Livengood, who is promoting the Vegas 16 as one would a basketball bowl game, said he could get to 16 teams quickly if one or two of the Power 5 conferences would commit a side or two.
None of the major conferences was represented last year when Old Dominion beat Oakland in the championship game.
AND WHAT ABOUT THE WOMEN?
A novel idea to bring the entire women’s NCAA Sweet 16 to Las Vegas is gaining momentum among women’s basketball types, Livengood said, but such a development will be contingent upon the NCAA governors (read: presidents) altering their two-hand set shot perspective on hosting championship events here (though a bazillion conferences already do).
When NCAA pooh-bahs convene in Nashville, Tennessee, on Jan. 21 and 22 with many hot topics on the agenda, the archaic ban on deciding championships here could be revised. Livengood said he detects enthusiasm from among governors he knows (he once was chairman of the NCAA men’s tournament committee, so he knows a lot of governors) for joining the 21st century.
So come on down, Geno Auriemma. We’ll leave the light on for you.
LAST LINE OF DEFENSE
When Carolina Hurricanes equipment manager Jorge Alves got into a NHL game against Tampa Bay for the final 7.6 seconds as an emergency goaltender, it might have brought back memories for local hockey fans of when Jay White, better known as a Neil Diamond impersonator, put on the pads for the defunct Las Vegas Thunder and Las Vegas Wranglers in similar situations.
Born in Kitchner, Ontario, White had been tending goal since he was 8. As I recall, he did not appear in any official games here, but then when was the last time you heard Henrik Lundvqvist sing “Sweet Caroline” between periods?
Local hockey fans of a certain age also might remember when Manon Rheaume, pro hockey’s Danica Patrick, got into two games between the pipes for the Thunder during the 1994-95 season. “The First Lady of Hockey” played 52 minutes, made 14 saves, let in three goals.

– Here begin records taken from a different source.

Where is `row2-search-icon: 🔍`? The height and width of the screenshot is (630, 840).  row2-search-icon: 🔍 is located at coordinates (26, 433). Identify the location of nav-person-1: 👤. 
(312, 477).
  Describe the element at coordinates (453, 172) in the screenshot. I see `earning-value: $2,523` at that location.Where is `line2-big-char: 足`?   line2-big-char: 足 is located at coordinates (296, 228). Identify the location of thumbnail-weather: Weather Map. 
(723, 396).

I was at the Thomas & Mack Center during one of those games. The Thunder defense, led by former NHLers Rod Buskas and Jim Kyte (and Darcy “Chainsaw” Loewen must have been lurking near the blue line, just in case), formed a protective gantlet around Rheaume that recalled Clint Eastwood and Sondra Locke driving through downtown Phoenix in a hijacked bus.

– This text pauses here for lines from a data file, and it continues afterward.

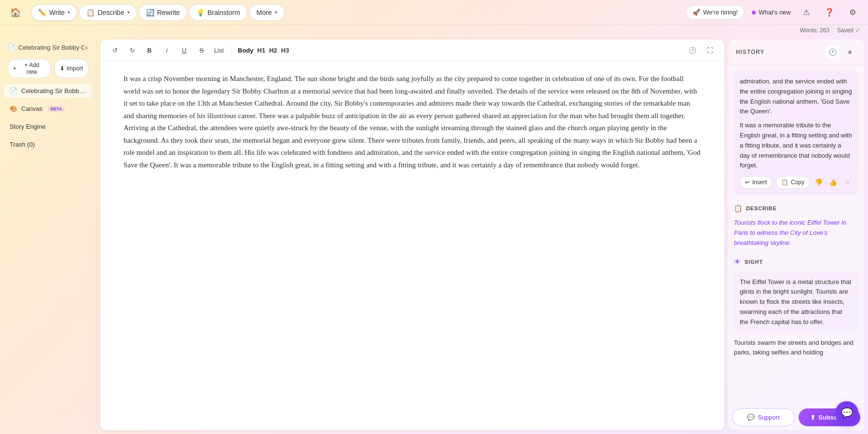 This screenshot has height=434, width=868. Describe the element at coordinates (68, 13) in the screenshot. I see `write-caret: ▾` at that location.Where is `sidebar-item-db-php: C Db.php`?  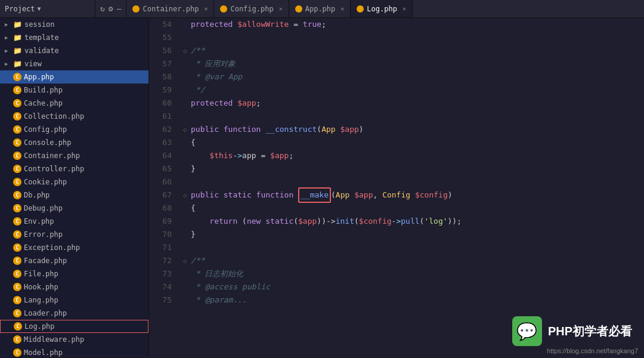
sidebar-item-db-php: C Db.php is located at coordinates (74, 195).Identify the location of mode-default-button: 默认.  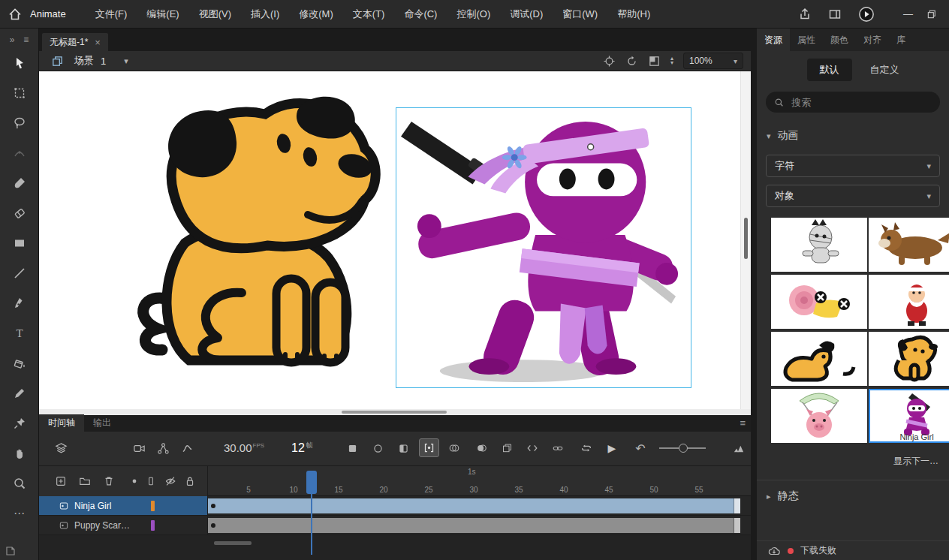
(830, 70).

This was quite the goaltending trio for the Las Vegas Thunder: Manon Rheaume, Pokey Reddick and Clint Malarchuk. pic.twitter.com/d6kbtUnHvN
— Chris McDivitt (@chris_mcdivitt) July 10, 2016
TAKING A KNEE
• Congratulations to Centennial High girls basketball coach Karen Weitz (who made coaching in a warmup suit fashionable long before AAU coaches did) upon notching her 600th victory. When Weitz stood on one sideline and Bishop Gorman’s Sheryl Krmpotich on the other, you could feel the electricity, and sometimes it was hard to find a seat.

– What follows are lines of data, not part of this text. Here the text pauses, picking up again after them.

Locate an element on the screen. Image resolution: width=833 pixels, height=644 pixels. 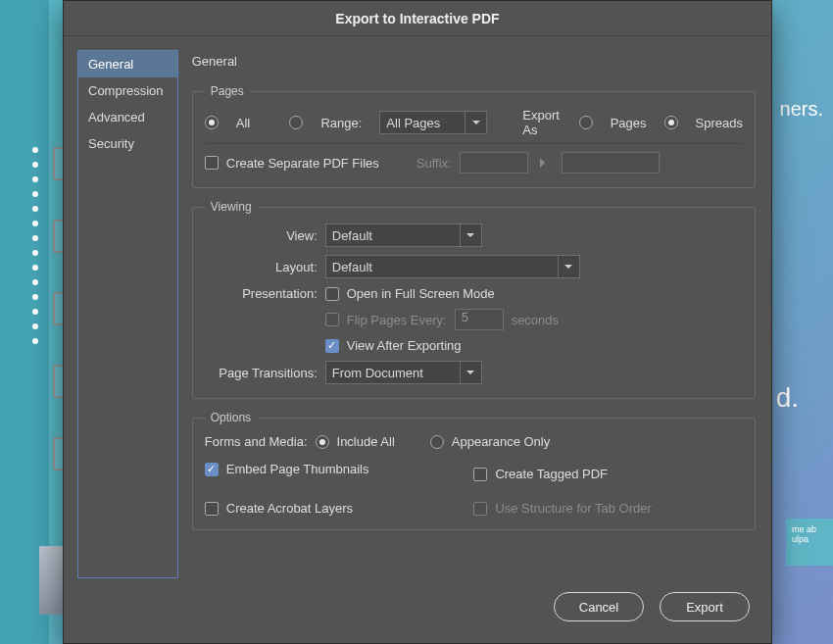
sidebar-item-compression: Compression is located at coordinates (127, 90).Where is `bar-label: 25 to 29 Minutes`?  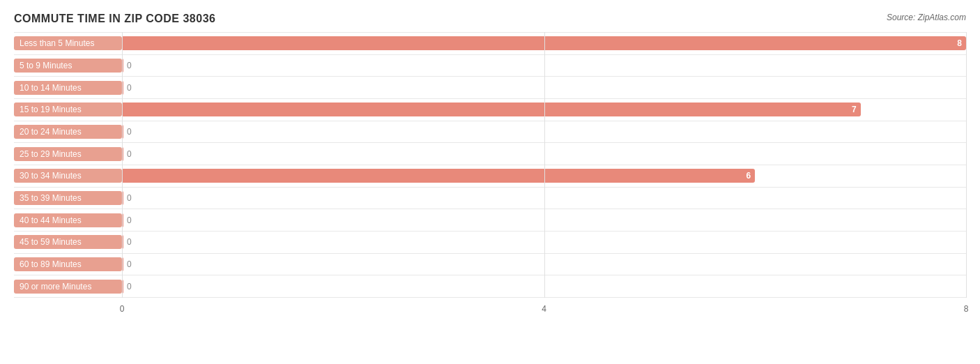 bar-label: 25 to 29 Minutes is located at coordinates (68, 154).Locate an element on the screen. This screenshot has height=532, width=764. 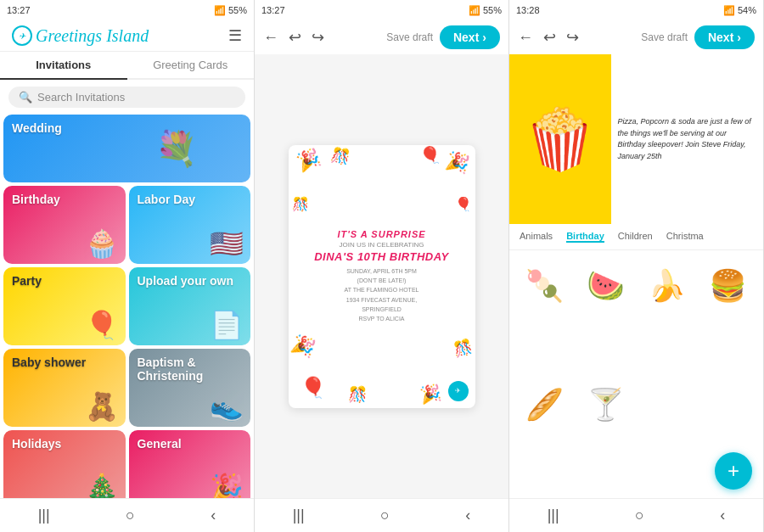
yellow-side: 🍿 is located at coordinates (560, 139). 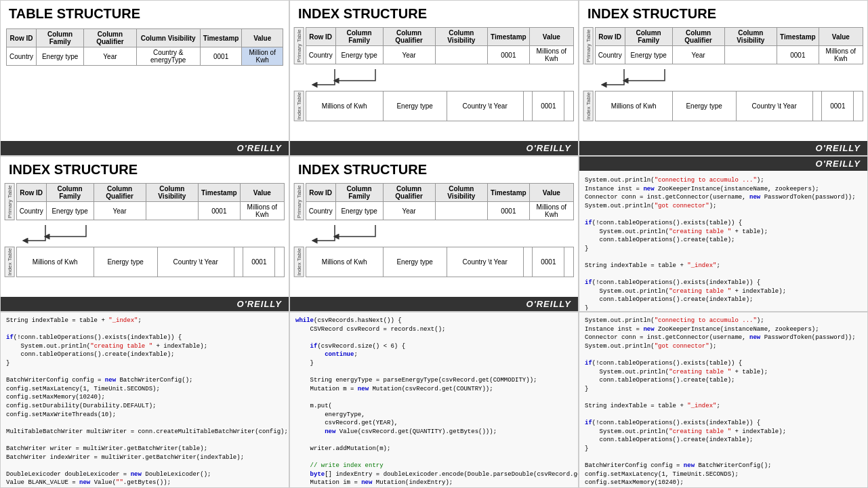 What do you see at coordinates (110, 38) in the screenshot?
I see `col-qualifier: Column Qualifier` at bounding box center [110, 38].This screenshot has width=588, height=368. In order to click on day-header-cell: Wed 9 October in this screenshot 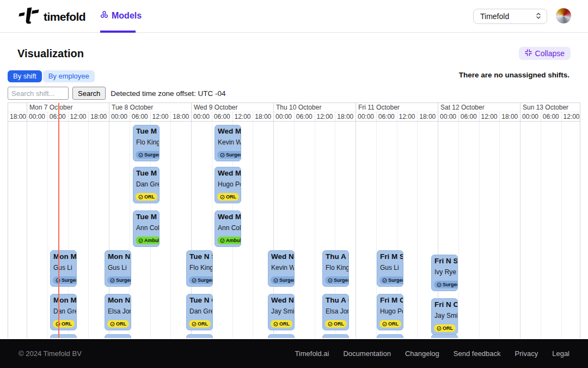, I will do `click(232, 107)`.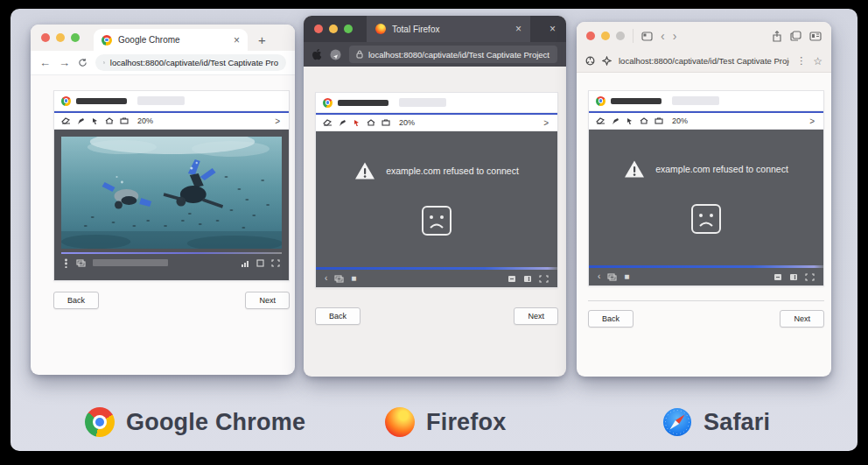 This screenshot has width=868, height=465. Describe the element at coordinates (451, 30) in the screenshot. I see `tab-title: Total Firefox` at that location.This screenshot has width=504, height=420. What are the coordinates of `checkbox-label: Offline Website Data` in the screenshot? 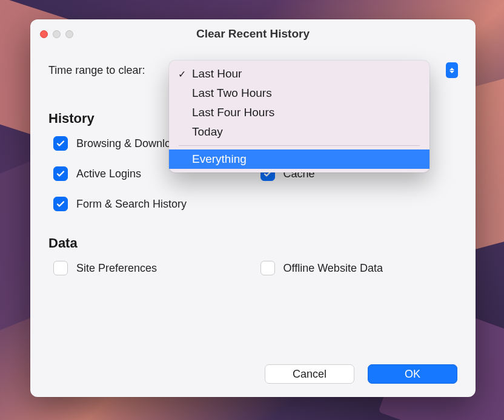 It's located at (333, 269).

• Remember when Lyndon Johnson said if he had lost Walter Cronkite, he had lost middle America (over the Vietnam war)? I wonder if Mountain West commissioner Craig Thompson feels likewise about Chris Maathuis, the hard-working and almost always optimistic Channel 8 sports director? Maathuis posted a graphic showing the traditional MW minnows having their way with the traditional big fish on the basketball court the other night on his Twitter account followed by the hashtags #mediocre and #onebidleague.
Looking at these scores and I have to ask — What has happened to the @MountainWest #mediocre #onebidleague pic.twitter.com/ocbbEQnBdq
— Chris Maathuis (@sports8) January 5, 2017
• When I sent Kris Bryant’s dad a text, asking if he would send me one after watching his offspring exchange marriage vows with longtime sweetheart Jessica Delp this weekend, this is what Mike Bryant texted back: “We have to check our cellphones at the door! A la Jeter!”